Aurora Pride Fest from Aug. 3, 2019 at the Aurora Reservoir. File Photo by Ali C. M. Watkins/Sentinel Colorado

It’s amazing that it’s not so amazing that Aurora is celebrating its sixth annual Aurora Pride fest this weekend. 

Six years ago, I joined a lot of Aurora in wonderment as the first Aurora Pride rolled out on the steps of city hall.

The celebration was one of welcoming the thousands of family members, friends and neighbors who no longer had to feel they were less than anyone else in the city.

While a recent resurgence in homophobia and general hatred toward all kinds of minority communities has been unsettling and aggravating, a future of inclusion for all LGBTQ+ people is as reversible as women getting the vote.

Unlike so many others, I was fortunate in growing up in an era of general wonderment and having friends who were outright wonders.

My best pal in high school, Mike, taught me back in the 1970s how seriously dangerous being gay could be, and too often was. He was a famously smart and irksome guy who one day told me I had to be the most oblivious person on the planet to not know that he was gay, before he outright told me.

He laid it all out for me one day in a hospital emergency room while he was explaining that his dad had given him a black eye, swollen completely shut, a gashed lip and a cracked rib  — because his father had discovered Mike was gay.

He later said he’d long learned to live with gay slurs, but having the crap beat out of him hurt in a lot of ways he wanted no part of.

He eventually left home, afraid for his life. He took his stunning wit, generosity, practical jokes and intelligence to California.

I still miss him. He taught me everything about his humanity and mine.

Not long after high-school, I started losing friends to AIDS, one of the sickest episodes of cruelty in human history. I stood by and watched as friends became deathly ill and died. Often, their own families had long abandoned them.

I’ve been blown away, right along with my gay and lesbian friends, when they would complain about losing apartments, jobs, family, car loans, even restaurant reservations because of their sexuality.

A few years ago, when I heard about the possibility of an actual Aurora Pride event, I met Jerry Cunningham.

At the time, Jerry ran one of the country’s oldest gay-oriented publications, Out Front Magazine in Denver.

The name, he said, tells the story. Born in the 1960s, it launched the war for equality by pushing the idea of gay pride into America, instead of begging for mercy with a gay apology. The magazine has long been associated with the endless march for equality and exploration of what gay culture was and would become.

After decades of work, the bulk of America finally began to move past treating LGBTQ people as a disability or an off-color joke. America fumbled with the idea of acceptance.

Not everywhere, of course. Each year, state lawmakers still deal with absurd proposals and problems, such as having to outlaw quackery like anti-gay “conversion therapy.”

Just a few weeks ago, the Supreme Court OK’d gay hate disguised as free-speech, allowing homophobes to act on their disdain by insisting that their religion tells them two guys kissing is yucky, and that the artistry involved in throwing together a Wix wedding website makes it all a wretched free-speech conundrum.

As a nation, we’re not there yet. But in Aurora, as a community, we’re closer to where we should be because of people like Cunningham, and Zander Oklar, the current guru producing the big Pride show at the Aurora Reservoir park this weekend.

It’s a fun, family oriented event, free with a ticket. You can get yours at AuroraPride.com

Six years ago, when we were all wide-eyed and blinking at the reality that Aurora was going to hold its very own Pride event, Cunningham said the meaning was especially profound for him because Out Front was no longer the voice of an underground society simply seeking the right to exist and make a claim to human rights. It’s now, truly, out front, where it belongs.

He’s moved on from being publisher of the still-thriving magazine. He wrangled the regional gay rodeo event just a few weeks ago at the Arapahoe County Fairgrounds.

Six years later, Aurora Pride has truly evolved. It isn’t about acceptance, it’s about inclusion.

Our LGBTQ community doesn’t have to be anything other than moms, dads, doctors, skiers, pilots, writers, business owners, daughters, students and shoppers.

I would have loved to see Mike loving all this, but I’ll just have to love it for him.

Follow @EditorDavePerry on Threads, Mastodon, Twitter and Facebook or reach him at 303-750-7555 or dperry@SentinelColorado.com

3 replies on “PERRY: Aurora shares in the Pride with its own dedication to LGBTQ inclusion, and fun”

  1. Thanks, Dave. Now I understand why the Sentinel blog reports so much information on 1 to 2% of the total population. Maybe it’s a bit more in Aurora. Maybe you know the total in Aurora and would report it for we that are curious.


What you should give back is every line from the one containing "Image is 476x467 pixels." through the last line of the records below, word for word and without pictures.
------
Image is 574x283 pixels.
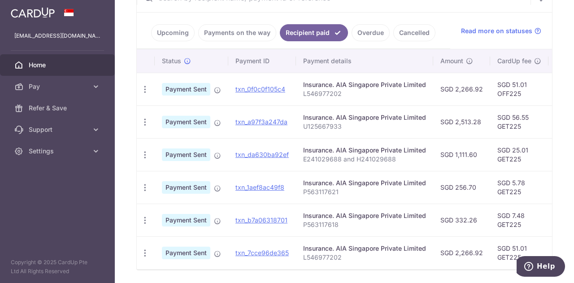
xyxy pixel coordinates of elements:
[29,147,88,156] span: Settings
[433,73,490,105] td: SGD 2,266.92
[11,7,55,18] img: CardUp
[516,256,565,278] iframe: Opens a widget where you can find more information
[29,61,88,69] span: Home
[162,214,210,226] span: Payment Sent
[198,24,276,41] a: Payments on the way
[303,89,426,98] p: L546977202
[433,171,490,204] td: SGD 256.70
[433,236,490,269] td: SGD 2,266.92
[235,118,287,126] a: txn_a97f3a247da
[235,151,289,158] a: txn_da630ba92ef
[228,49,296,73] th: Payment ID
[162,148,210,161] span: Payment Sent
[235,183,284,191] a: txn_1aef8ac49f8
[235,216,287,224] a: txn_b7a06318701
[162,56,181,65] span: Status
[303,211,426,220] div: Insurance. AIA Singapore Private Limited
[303,80,426,89] div: Insurance. AIA Singapore Private Limited
[29,125,88,134] span: Support
[490,171,548,204] td: SGD 5.78 GET225
[151,24,195,41] a: Upcoming
[303,155,426,164] p: E241029688 and H241029688
[393,24,435,41] a: Cancelled
[303,122,426,131] p: U125667933
[162,116,210,128] span: Payment Sent
[235,85,285,93] a: txn_0f0c0f105c4
[490,138,548,171] td: SGD 25.01 GET225
[14,31,100,40] p: [EMAIL_ADDRESS][DOMAIN_NAME]
[235,249,289,256] a: txn_7cce96de365
[461,26,541,35] a: Read more on statuses
[162,181,210,194] span: Payment Sent
[303,113,426,122] div: Insurance. AIA Singapore Private Limited
[280,24,348,41] a: Recipient paid
[303,187,426,196] p: P563117621
[490,204,548,236] td: SGD 7.48 GET225
[433,105,490,138] td: SGD 2,513.28
[296,49,433,73] th: Payment details
[29,82,88,91] span: Pay
[303,178,426,187] div: Insurance. AIA Singapore Private Limited
[303,146,426,155] div: Insurance. AIA Singapore Private Limited
[351,24,390,41] a: Overdue
[440,56,463,65] span: Amount
[490,236,548,269] td: SGD 51.01 GET225
[433,138,490,171] td: SGD 1,111.60
[490,105,548,138] td: SGD 56.55 GET225
[461,26,532,35] span: Read more on statuses
[497,56,531,65] span: CardUp fee
[490,73,548,105] td: SGD 51.01 OFF225
[303,220,426,229] p: P563117618
[162,247,210,259] span: Payment Sent
[303,253,426,262] p: L546977202
[303,244,426,253] div: Insurance. AIA Singapore Private Limited
[162,83,210,95] span: Payment Sent
[433,204,490,236] td: SGD 332.26
[29,104,88,113] span: Refer & Save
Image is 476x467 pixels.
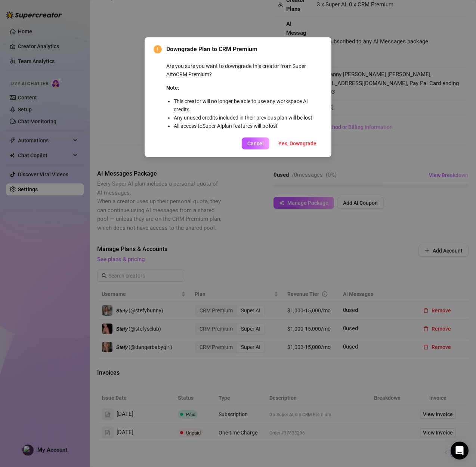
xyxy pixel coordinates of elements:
[154,45,162,53] span: exclamation-circle
[173,97,322,114] li: This creator will no longer be able to use any workspace AI credits
[247,141,264,146] span: Cancel
[173,122,322,130] li: All access to Super AI plan features will be lost
[166,62,322,79] p: Are you sure you want to downgrade this creator from Super AI to CRM Premium ?
[278,141,317,146] span: Yes, Downgrade
[451,442,469,460] div: Open Intercom Messenger
[166,85,179,91] strong: Note:
[272,137,322,150] button: Yes, Downgrade
[166,45,322,54] span: Downgrade Plan to CRM Premium
[173,114,322,122] li: Any unused credits included in their previous plan will be lost
[242,137,269,150] button: Cancel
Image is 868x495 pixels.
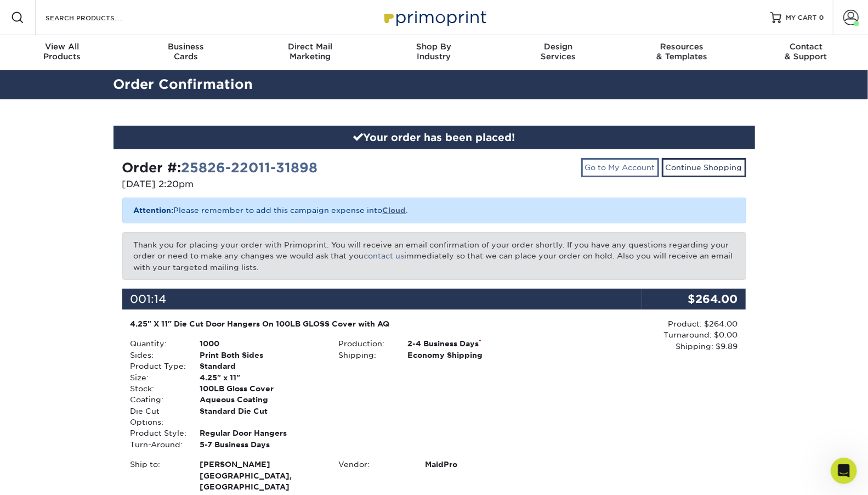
------
*THE COMPLETED TASK:*
Image is 476x467 pixels.
xyxy pixel coordinates of elements:
[154,45,162,53] span: exclamation-circle
[173,97,322,114] li: This creator will no longer be able to use any workspace AI credits
[247,141,264,146] span: Cancel
[173,122,322,130] li: All access to Super AI plan features will be lost
[166,62,322,79] p: Are you sure you want to downgrade this creator from Super AI to CRM Premium ?
[278,141,317,146] span: Yes, Downgrade
[451,442,469,460] div: Open Intercom Messenger
[166,85,179,91] strong: Note:
[272,137,322,150] button: Yes, Downgrade
[166,45,322,54] span: Downgrade Plan to CRM Premium
[173,114,322,122] li: Any unused credits included in their previous plan will be lost
[242,137,269,150] button: Cancel
Image is 868x495 pixels.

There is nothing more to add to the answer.